Perhaps it’s time to rethink the perception of refugees as such – even the word itself brings a host of dubious connotations. Instead of sympathizing with their misery, we should learn from their resilience. The quicker their integration will be, the more beneficial for everyone involved. For those looking for inspiration, head to the Amsterdam-based OpenEmbassy set up by Renée Frissen and Welcoming America run by Rachel Perić, herself a granddaughter of Holocaust survivors.

Ultimately, much of this year’s Bloomberg CityLab revolved around the urge to prevent bleak futures cities are reminded of with ever-increasing intensity: heatwaves, floods, biodiversity loss, and other manners with which climate change manifests itself globally.

If we are to implement the principles of circular economy into our cities, we need to forward a vision of life that people want to take part in instead of being forced to it,” says Christian Bason, CEO of Danish Design Center. 

And as Amanda Burden, former commissioner of city planning in New York City and the mastermind behind the iconic High Line claimed, the importance of nature in cities is not a radical thought – it’s a necessity. Indeed, we urgently need to rethink our cities by designing urban spaces that are healthy for all of its inhabitants. All of them, not just humans.

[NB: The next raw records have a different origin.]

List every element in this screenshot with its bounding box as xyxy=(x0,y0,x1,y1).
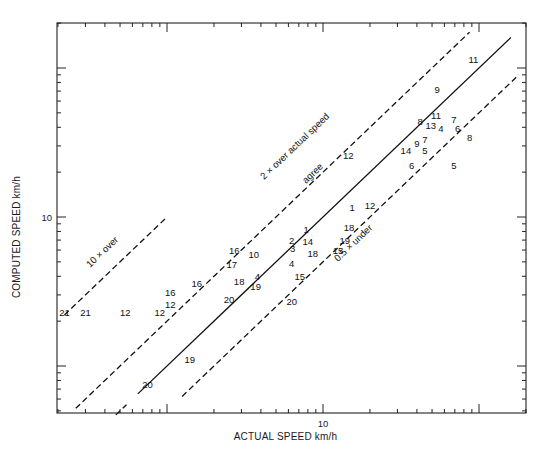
data-point-label: 6 xyxy=(455,123,460,134)
data-point-label: 11 xyxy=(468,54,478,65)
data-point-label: 20 xyxy=(224,294,235,305)
data-point-label: 5 xyxy=(451,160,456,171)
y-axis-title: COMPUTED SPEED km/h xyxy=(6,0,26,452)
data-point-label: 16 xyxy=(165,287,176,298)
reference-line-0-5x-under xyxy=(182,75,519,397)
data-point-label: 4 xyxy=(438,123,443,134)
x-axis-title: ACTUAL SPEED km/h xyxy=(0,431,545,442)
plot-border xyxy=(57,23,526,413)
data-point-label: 12 xyxy=(165,299,176,310)
data-point-label: 4 xyxy=(255,271,260,282)
data-point-label: 7 xyxy=(422,134,427,145)
data-point-label: 19 xyxy=(250,281,261,292)
y-tick-label: 10 xyxy=(41,212,52,223)
data-point-label: 20 xyxy=(286,296,297,307)
data-point-label: 21 xyxy=(80,307,91,318)
data-point-label: 14 xyxy=(401,145,412,156)
data-point-label: 9 xyxy=(414,138,419,149)
data-point-label: 16 xyxy=(229,245,240,256)
data-point-label: 17 xyxy=(226,259,237,270)
data-point-label: 8 xyxy=(418,116,423,127)
data-point-label: 1 xyxy=(304,224,309,235)
data-point-label: 15 xyxy=(295,271,306,282)
data-point-label: 12 xyxy=(365,200,376,211)
data-point-label: 18 xyxy=(234,276,245,287)
data-point-label: 4 xyxy=(289,258,294,269)
data-point-label: 1 xyxy=(350,202,355,213)
data-point-label: 3 xyxy=(290,243,295,254)
reference-line-2x-over-actual-speed xyxy=(76,32,470,408)
reference-line-10x-over xyxy=(64,217,167,315)
reference-line-label: 10 × over xyxy=(84,234,120,269)
data-point-label: 18 xyxy=(307,248,318,259)
data-point-labels: 2121121212161620201917161018419204152311… xyxy=(59,54,478,390)
y-axis-label: COMPUTED SPEED km/h xyxy=(11,176,22,298)
data-point-label: 13 xyxy=(425,120,436,131)
data-point-label: 9 xyxy=(435,84,440,95)
data-point-label: 16 xyxy=(191,278,202,289)
data-point-label: 8 xyxy=(467,132,472,143)
data-point-label: 12 xyxy=(343,150,354,161)
data-point-label: 18 xyxy=(344,222,355,233)
data-point-label: 15 xyxy=(333,245,344,256)
data-point-label: 14 xyxy=(303,236,314,247)
data-point-label: 12 xyxy=(155,307,166,318)
data-point-label: 19 xyxy=(185,354,196,365)
chart-plot: 10 × over2 × over actual speedagree0.5 ×… xyxy=(0,0,545,452)
data-point-label: 11 xyxy=(431,110,441,121)
data-point-label: 21 xyxy=(59,307,70,318)
data-point-label: 5 xyxy=(422,145,427,156)
reference-line-agree xyxy=(138,38,511,394)
x-axis-label: ACTUAL SPEED km/h xyxy=(234,431,338,442)
data-point-label: 19 xyxy=(340,235,351,246)
data-point-label: 6 xyxy=(409,160,414,171)
reference-lines xyxy=(64,32,518,415)
x-tick-label: 10 xyxy=(318,418,329,429)
data-point-label: 10 xyxy=(248,249,259,260)
plot-frame xyxy=(57,23,526,413)
data-point-label: 12 xyxy=(120,307,131,318)
tick-labels: 1010 xyxy=(41,212,328,430)
data-point-label: 20 xyxy=(142,379,153,390)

This article was written thanks to the author’s participation in the CityLab 2022 in Amsterdam hosted by Bloomberg Philanthropies and Aspen Institute CE.

Alexandra Střelcová

is a co-founder of Haenke, a Prague-based initiative that promotes plant research and its potential in tackling global issues related to health, medicine as well as design or architecture. She studied Marketing Communications and Public Relations at Charles University in Prague and holds a Master’s degree in Creative and Cultural Entrepreneurship from Goldsmiths College, University of London. While in London, she worked as a communications consultant for classical music artists and launched a non-profit incubator, NX Creative Lab that was aimed at advising young start ups within creative industries. Since 2016, she has been working for El Sistema Greece, a community project – a member of UNHCR’s With Refugees campaign – that provides free music education to children living in Greece.